06-30-2022, 07:13 PM
(06-30-2022, 06:30 PM)beechnut79 Wrote: Just a few days ago I saw a post concerning gas prices, and despite record highs it was predicted that it will be like all the other times, where folks gripe for a while, then get used to it and willing pay the inflated price.
Prices will adjust to accommodate higher fuel prices, and people will change their ways. Pleasure travel might completely drop off. People may do more shopping on the Web. Given a choice between ordering cat food on line and traveling seventy miles to buy it, I used the Big A twice in the last six months. Books, video, and compact disks? Sure, I can get those on line if they aren't in a local thrift shop. I never expected to buy cat food from the Big A!
People are more likely to rely upon local entertainments, which means that we may have more people watching high-school sports and band concerts. Live music might get a boost as more people of limited talent become the attraction for bars and restaurants.
People may decide that gas prices are so high that a household improvement such as painting or remodeling makes more sense than does taking the usual cross-country trip. As I have found, one can take the dial-a-ride service to travel within town, My car gets about 10 mpg in stop-and-go traffic and perhaps 30 in freeway traffic. You would be surprised at how small-town driving eats gasoline. If I really did live in town I would use a bicycle for much of my travel in town (eschewing a bicycle only in bad weather). I need to use roads to get to town on which the speed limit is 55 mph (snicker, snicker if you believe that people observe that speed).
(An aside: I reported a second-tier highway to the State Police for having plenty of opportunity for picking up speeders who travel at freeway speeds because the road is low, straight, and flat when I was walking a dog nearby. Within a couple weeks I saw Michigan state police pulling people over on that road, one that they rarely patrolled.
Electric cars will steadily supplant gas-buggies (they are much more efficient for stop-and-go driving because the motor can absorb engine power from braking, and those vehicles use much less power while idling. Having driven one, I have noticed that above 40 mpg, power consumption is a linear function of speed, which explains why my car uses little more power at 70 mph than at 30 mph. Hybrid vehicles may be the norm, but how common is your cross-country road-trip? Maybe with self-driven vehicles we could have roads on which travel is around 40 mph because one can sleep at the wheel while the car recharges much like an electrified train or trolley on such a road.
Economic realities will more shape spending habits than will technology. If you are making $3200 a month and spending $2400 a month on rent, then you really are poor. I have said that there is no techno-fix for food shortages, but neither is there one for gouging, either.
The ideal subject of totalitarian rule is not the convinced Nazi or the dedicated Communist but instead the people for whom the distinction between fact and fiction, true and false, no longer exists -- Hannah Arendt.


-- EXERCISE --
The records that follow should be returned exactly, pictures excluded.

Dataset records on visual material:
>>>
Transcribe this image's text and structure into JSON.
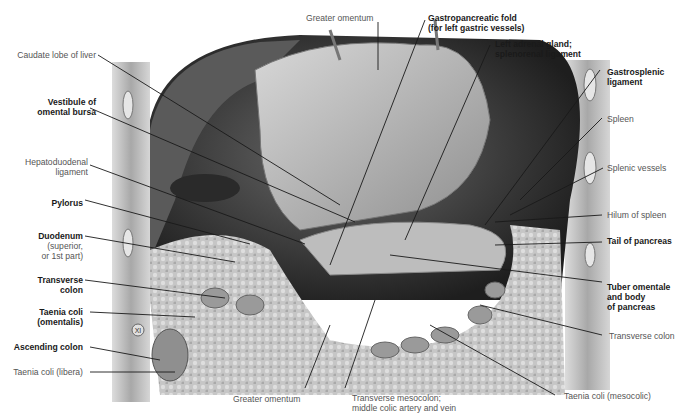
{
  "figure": {
    "labels_left": [
      {
        "id": "caudate",
        "lines": [
          "Caudate lobe of liver"
        ],
        "bold": false
      },
      {
        "id": "vestibule",
        "lines": [
          "Vestibule of",
          "omental bursa"
        ],
        "bold": true
      },
      {
        "id": "hepatoduodenal",
        "lines": [
          "Hepatoduodenal",
          "ligament"
        ],
        "bold": false
      },
      {
        "id": "pylorus",
        "lines": [
          "Pylorus"
        ],
        "bold": true
      },
      {
        "id": "duodenum",
        "lines": [
          "Duodenum"
        ],
        "bold": true
      },
      {
        "id": "duodenum_sub",
        "lines": [
          "(superior,",
          "or 1st part)"
        ],
        "bold": false
      },
      {
        "id": "transverse_colon_l",
        "lines": [
          "Transverse",
          "colon"
        ],
        "bold": true
      },
      {
        "id": "taenia_omentalis",
        "lines": [
          "Taenia coli",
          "(omentalis)"
        ],
        "bold": true
      },
      {
        "id": "ascending_colon",
        "lines": [
          "Ascending colon"
        ],
        "bold": true
      },
      {
        "id": "taenia_libera",
        "lines": [
          "Taenia coli (libera)"
        ],
        "bold": false
      }
    ],
    "labels_top": [
      {
        "id": "greater_omentum_top",
        "lines": [
          "Greater omentum"
        ],
        "bold": false
      },
      {
        "id": "gastropancreatic",
        "lines": [
          "Gastropancreatic fold",
          "(for left gastric vessels)"
        ],
        "bold": true
      },
      {
        "id": "left_adrenal",
        "lines": [
          "Left adrenal gland;",
          "splenorenal ligament"
        ],
        "bold": true
      }
    ],
    "labels_right": [
      {
        "id": "gastrosplenic",
        "lines": [
          "Gastrosplenic",
          "ligament"
        ],
        "bold": true
      },
      {
        "id": "spleen",
        "lines": [
          "Spleen"
        ],
        "bold": false
      },
      {
        "id": "splenic_vessels",
        "lines": [
          "Splenic vessels"
        ],
        "bold": false
      },
      {
        "id": "hilum",
        "lines": [
          "Hilum of spleen"
        ],
        "bold": false
      },
      {
        "id": "tail_pancreas",
        "lines": [
          "Tail of pancreas"
        ],
        "bold": true
      },
      {
        "id": "tuber",
        "lines": [
          "Tuber omentale",
          "and body",
          "of pancreas"
        ],
        "bold": true
      },
      {
        "id": "transverse_colon_r",
        "lines": [
          "Transverse colon"
        ],
        "bold": false
      },
      {
        "id": "taenia_mesocolic",
        "lines": [
          "Taenia coli (mesocolic)"
        ],
        "bold": false
      }
    ],
    "labels_bottom": [
      {
        "id": "greater_omentum_bottom",
        "lines": [
          "Greater omentum"
        ],
        "bold": false
      },
      {
        "id": "mesocolon",
        "lines": [
          "Transverse mesocolon;",
          "middle colic artery and vein"
        ],
        "bold": false
      }
    ],
    "rib_marker": "XI",
    "colors": {
      "background": "#ffffff",
      "leader": "#1a1a1a",
      "dark_cavity": "#3a3a3a",
      "tissue": "#b8b8b8",
      "wall": "#cfcfcf"
    }
  }
}
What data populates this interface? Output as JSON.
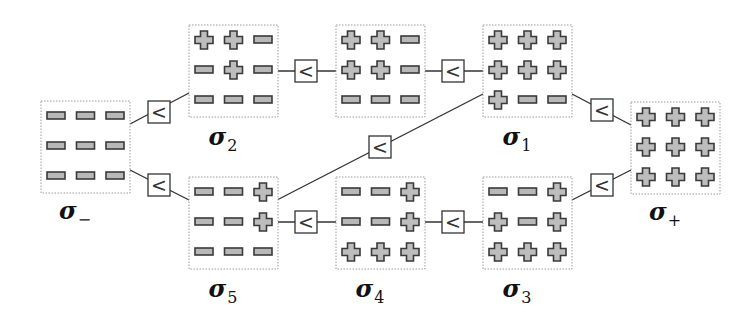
<<<
-- WRITTEN ANSWER --
Transcribe this image's text and structure into JSON.
{
  "figure": {
    "labels_left": [
      {
        "id": "caudate",
        "lines": [
          "Caudate lobe of liver"
        ],
        "bold": false
      },
      {
        "id": "vestibule",
        "lines": [
          "Vestibule of",
          "omental bursa"
        ],
        "bold": true
      },
      {
        "id": "hepatoduodenal",
        "lines": [
          "Hepatoduodenal",
          "ligament"
        ],
        "bold": false
      },
      {
        "id": "pylorus",
        "lines": [
          "Pylorus"
        ],
        "bold": true
      },
      {
        "id": "duodenum",
        "lines": [
          "Duodenum"
        ],
        "bold": true
      },
      {
        "id": "duodenum_sub",
        "lines": [
          "(superior,",
          "or 1st part)"
        ],
        "bold": false
      },
      {
        "id": "transverse_colon_l",
        "lines": [
          "Transverse",
          "colon"
        ],
        "bold": true
      },
      {
        "id": "taenia_omentalis",
        "lines": [
          "Taenia coli",
          "(omentalis)"
        ],
        "bold": true
      },
      {
        "id": "ascending_colon",
        "lines": [
          "Ascending colon"
        ],
        "bold": true
      },
      {
        "id": "taenia_libera",
        "lines": [
          "Taenia coli (libera)"
        ],
        "bold": false
      }
    ],
    "labels_top": [
      {
        "id": "greater_omentum_top",
        "lines": [
          "Greater omentum"
        ],
        "bold": false
      },
      {
        "id": "gastropancreatic",
        "lines": [
          "Gastropancreatic fold",
          "(for left gastric vessels)"
        ],
        "bold": true
      },
      {
        "id": "left_adrenal",
        "lines": [
          "Left adrenal gland;",
          "splenorenal ligament"
        ],
        "bold": true
      }
    ],
    "labels_right": [
      {
        "id": "gastrosplenic",
        "lines": [
          "Gastrosplenic",
          "ligament"
        ],
        "bold": true
      },
      {
        "id": "spleen",
        "lines": [
          "Spleen"
        ],
        "bold": false
      },
      {
        "id": "splenic_vessels",
        "lines": [
          "Splenic vessels"
        ],
        "bold": false
      },
      {
        "id": "hilum",
        "lines": [
          "Hilum of spleen"
        ],
        "bold": false
      },
      {
        "id": "tail_pancreas",
        "lines": [
          "Tail of pancreas"
        ],
        "bold": true
      },
      {
        "id": "tuber",
        "lines": [
          "Tuber omentale",
          "and body",
          "of pancreas"
        ],
        "bold": true
      },
      {
        "id": "transverse_colon_r",
        "lines": [
          "Transverse colon"
        ],
        "bold": false
      },
      {
        "id": "taenia_mesocolic",
        "lines": [
          "Taenia coli (mesocolic)"
        ],
        "bold": false
      }
    ],
    "labels_bottom": [
      {
        "id": "greater_omentum_bottom",
        "lines": [
          "Greater omentum"
        ],
        "bold": false
      },
      {
        "id": "mesocolon",
        "lines": [
          "Transverse mesocolon;",
          "middle colic artery and vein"
        ],
        "bold": false
      }
    ],
    "rib_marker": "XI",
    "colors": {
      "background": "#ffffff",
      "leader": "#1a1a1a",
      "dark_cavity": "#3a3a3a",
      "tissue": "#b8b8b8",
      "wall": "#cfcfcf"
    }
  }
}
What data populates this interface? Output as JSON.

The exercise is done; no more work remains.